PORT ALICE – At least one North Islander knows exactly what this year’s Olympic athletes are feeling.

He was one.

“Your adrenaline gets going, you get nerves,” said former Olympian Ian MacKenzie. “It’s big time.”

MacKenzie was an Olympic swimmer in the 1972 Summer Olympic Games in Munich, Germany when he was just 18 years old.

These days he’s a mill worker in Port Alice where he has lived for the past 29 years but he still fondly remembers his Olympic experience.

“It was a real highlight of my life, no doubt about it,” says MacKenize. “It was real exciting all the good friends you meet. I look back on it, especially now.”

MacKenzie also remembers the night that 11 Israeli athletes were taken hostage and killed in the midst of all the Olympic excitement.

“At the time we had never really heard of terrorism,” said MacKenzie who added that even now it’s not something that usually weighs on competitors’ minds.

And MacKenzie says the deaths are not something he usually talks about, preferring to remember instead the good times, like international friendships.

“I got to hook up with old friends,” said MacKenzie. “It was so exciting.”

MacKenzie, who grew up in the small community of Ocean Falls and started swimming at the age of 8, competed in the men’s 200 metre and 4 x 200 metre freestyle as well as the men’s 100 and 200 metre backstroke, placing in the top seven in all four races at the ‘72 Olympics.

When MacKenzie’s school in Ocean Falls burned down when he was 16, he was given the opportunity to move to Vancouver and train with the Vancouver Dolphins, a world-class swim team.

“I had good coaching,” says MacKenzie, including the top coach in Canada in Ocean Falls. “The coaches did a lot for me.”

Despite the Olympics being far from home MacKenzie said there was always someone in the stands rooting for you.

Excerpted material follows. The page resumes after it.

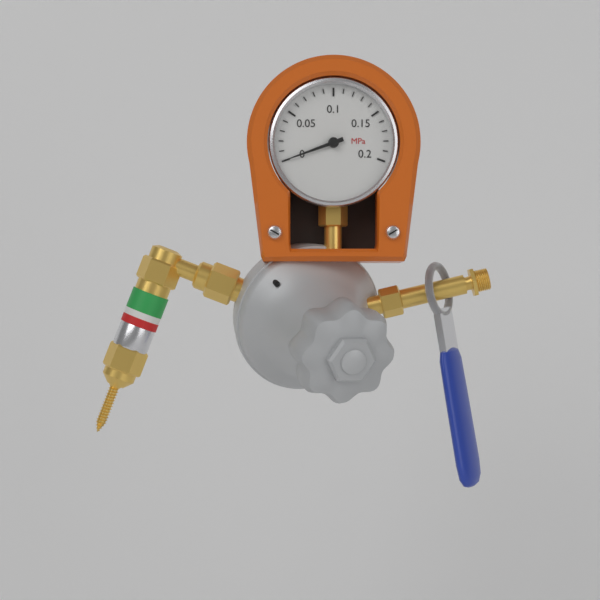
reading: 0.00 MPa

“Your fellow athletes would go to one another’s events to cheer each other on,” said MacKenzie.

And he said it was “amazing” being around so many world-class athletes, including American swimmer Mark Spitz who won seven gold medals at the 1972 Olympics, a record that stood until Michael Phelps broke it at the 2008 Summer Olympics in Greece.

MacKenzie, who swam alongside Spitz at the Games, described him as “incredible.”

“He was awesome,” said MacKenzie. “He was ahead of his time.”

MacKenzie believes that having the Winter Olympics back in Canada will be a positive experience.

“I think it will be really exciting for Vancouver and even Canada,” said MacKenzie.